Connecting Databases
Add PostgreSQL, MySQL, SQLite, and Elasticsearch connections. Understand what happens during onboarding.
Baseil supports several database types. Onboarding looks basically the same for all of them: point Baseil at a connection, wait a few seconds, start asking questions. This page walks through the supported types and what the onboarding pipeline actually does with your data.
Supported databases
- ‣PostgreSQL 12+
- ‣MySQL 5.7 and 8.0
- ‣SQLite (file-based or in-memory)
- ‣Elasticsearch 8.0+
- ‣REST API endpoints, exposed as virtual tables
More connectors are on the roadmap.

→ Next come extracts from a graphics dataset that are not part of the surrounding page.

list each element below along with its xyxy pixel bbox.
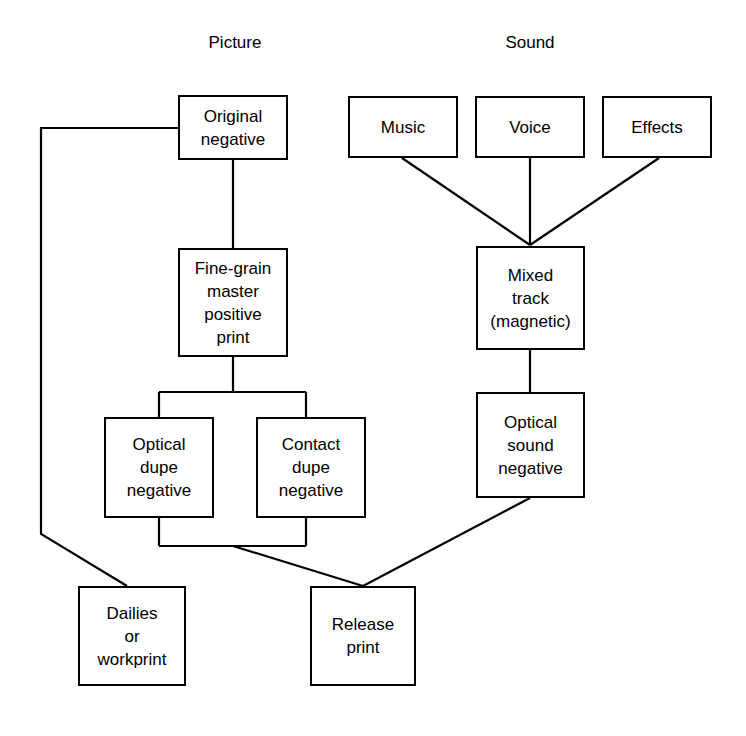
node-fine-grain-master[interactable]: Fine-grain master positive print xyxy=(178,248,288,357)
edge-optical-sound-negative-to-release-print xyxy=(363,498,530,586)
node-effects[interactable]: Effects xyxy=(602,96,712,158)
edge-music-to-mixed-track xyxy=(402,158,530,245)
node-release-print[interactable]: Release print xyxy=(310,586,416,686)
column-heading-sound: Sound xyxy=(475,33,585,53)
node-mixed-track[interactable]: Mixed track (magnetic) xyxy=(476,246,585,350)
node-optical-dupe-negative[interactable]: Optical dupe negative xyxy=(104,417,214,518)
flowchart-canvas: Picture Sound xyxy=(0,0,746,736)
node-original-negative[interactable]: Original negative xyxy=(178,95,288,160)
edge-dupes-to-release-print xyxy=(233,546,363,586)
node-contact-dupe-negative[interactable]: Contact dupe negative xyxy=(256,417,366,518)
node-dailies-or-workprint[interactable]: Dailies or workprint xyxy=(78,586,186,686)
node-voice[interactable]: Voice xyxy=(475,96,585,158)
node-music[interactable]: Music xyxy=(348,96,458,158)
node-optical-sound-negative[interactable]: Optical sound negative xyxy=(476,392,585,498)
edge-effects-to-mixed-track xyxy=(530,158,659,245)
column-heading-picture: Picture xyxy=(180,33,290,53)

If you have a request, drop it on the waitlist form.
Add a connection (Web UI)
From the left sidebar, click Connections, then Add Connection. The form asks for:
- ‣Name. Just for display.
production-db,analytics-warehouse, whatever helps you tell them apart. - ‣Type. Pick from the supported list.
- ‣Host / Port / Database. Standard connection coordinates.
- ‣Username. We strongly recommend a dedicated read-only user. Baseil enforces read-only at the SQL level too, but defense in depth matters.
- ‣Password. Encrypted at rest with a key Baseil derives from your installation.
- ‣Extra options. SSL mode, schema whitelist, sample row count for discovery, etc. Defaults are fine for most setups.
Before you click Onboard, there's a Test Connection button. Use it. It catches typos, bad credentials, firewall issues, and SSL mismatches in a few seconds.
Add a connection (CLI)
The same flow works from the terminal:
baseil connections add \
--name production-db \
--type postgresql \
--host db.internal \
--port 5432 \
--database app \
--username readonly_user
# Baseil prompts for the password, never takes it as an arg
Run baseil connections list to see what's configured. baseil connections remove <name> takes one out.
Connection string examples
Quick reference for filling in the form:
PostgreSQL
Host: db.example.com
Port: 5432
Database: production
Username: baseil_readonly
MySQL
Host: mysql.example.com
Port: 3306
Database: analytics
Username: analytics_ro
SQLite
For SQLite you just supply a path:
Path: /var/data/app.sqlite
In-memory databases work too. Handy for demos and tests.
Elasticsearch
Host: https://es.example.com
Port: 9200
Index pattern: logs-*
The onboarding pipeline
Once you click Onboard, Baseil runs five specialized agents in sequence:
- ‣Discovery. Reads tables, columns, data types, foreign keys, inferred relationships, and a handful of sample rows per table. Builds a schema graph that the next stage uses as input.
- ‣Tool generation. Writes a set of parameterized query templates. Not one tool per table. Sparse, reusable templates like
list_entities_with_filtersthat generalize across similar queries. - ‣Security review. Every generated tool gets static analysis for injection patterns, parameter handling, and read-only enforcement. Anything the reviewer can't validate gets flagged or rejected.
- ‣Testing. Each tool runs against your real database with safe sample parameters. This catches broken SQL, wrong types, and schema assumptions that don't hold in practice.
- ‣Deploy. Approved and tested tools get registered in the tool registry, where chat, the API, and the MCP server immediately pick them up.
Visualized:
The pipeline runs once per connection. If your schema changes, you re-onboard that connection and the affected tools get regenerated.
Watching progress
The Activities panel shows the pipeline in real time. Each stage has its own line with a status (running, done, warning) and a short description of what it's doing. Warnings are usually benign: a table with zero rows, a column Baseil couldn't infer a type for, a relationship that looks ambiguous. Errors stop the pipeline and surface the cause.
Activities stick around after onboarding. You can scroll back to see what ran, when, and what happened.
Re-onboarding and schema drift
Schemas change. New tables, dropped columns, renamed fields, changed types. When that happens you have two options:
- ‣Re-run onboarding on the affected connection. This is a one-click operation from the Connections page. Baseil diffs the new schema against what it knows, and only regenerates tools for changed parts.
- ‣Update rules. If the change is semantic rather than structural (e.g. you split
statusintostatusandsubstatus), a rule often handles it more cleanly than a full re-onboard.
Schema drift detection is also a standalone feature. You can schedule Baseil to check for drift periodically and notify you when something changes.